Professor Coyle is the latest appointment to the growing group of public policy experts housed at the University of Cambridge. She will take a leading role, along with Professor Michael Kenny, and a growing team of researchers and lecturers, in the brand-new Cambridge Institute for Public Policy which brings world-leading, multi-disciplinary research to bear on some of the world’s most pressing challenges. She will be leading important strands of research in the fields of public policy economics, technology, industrial strategy and global inequality.
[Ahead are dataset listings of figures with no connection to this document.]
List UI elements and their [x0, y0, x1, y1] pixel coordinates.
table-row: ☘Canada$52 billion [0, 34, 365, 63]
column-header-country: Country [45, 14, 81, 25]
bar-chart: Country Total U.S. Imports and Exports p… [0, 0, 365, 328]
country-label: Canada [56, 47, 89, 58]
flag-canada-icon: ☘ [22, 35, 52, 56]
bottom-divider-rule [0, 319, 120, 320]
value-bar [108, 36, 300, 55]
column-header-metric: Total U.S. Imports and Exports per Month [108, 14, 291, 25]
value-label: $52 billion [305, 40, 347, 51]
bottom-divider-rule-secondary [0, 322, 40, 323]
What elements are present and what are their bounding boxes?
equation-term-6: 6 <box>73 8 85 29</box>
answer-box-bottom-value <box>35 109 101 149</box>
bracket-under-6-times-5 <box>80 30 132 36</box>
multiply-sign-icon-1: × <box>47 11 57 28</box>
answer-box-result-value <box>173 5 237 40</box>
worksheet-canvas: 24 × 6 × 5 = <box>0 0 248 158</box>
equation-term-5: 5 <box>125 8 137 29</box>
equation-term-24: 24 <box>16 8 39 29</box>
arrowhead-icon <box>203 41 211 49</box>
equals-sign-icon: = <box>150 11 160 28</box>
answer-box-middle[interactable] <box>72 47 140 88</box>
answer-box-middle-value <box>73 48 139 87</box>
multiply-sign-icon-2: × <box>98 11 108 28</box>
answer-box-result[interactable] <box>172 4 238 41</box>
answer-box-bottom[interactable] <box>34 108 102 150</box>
Diane Coyle is currently Professor of Economics at the University of Manchester and Co-Director of Policy@Manchester. She is a member of the Natural Capital Committee, a Fellow of the Office for National Statistics, and a researcher at the Economic Statistics Centre of Excellence, leading the research programme on measuring the digital economy. She specialises in the economics of new technologies and competition policy, and founded the consultancy Enlightenment Economics. Her books include GDP: A Brief but Affectionate History, The Economics of Enough: How to run the economy as if the future matters, and The Soulful Science.

Diane was a BBC Trustee for over eight years, and was also formerly a member of the Migration Advisory Committee and the Competition Commission. She was previously Economics Editor of The Independent and has worked at the Treasury and in the private sector as an economist.


The views and opinions expressed in this post are those of the author(s) and not necessarily those of the Bennett Institute for Public Policy.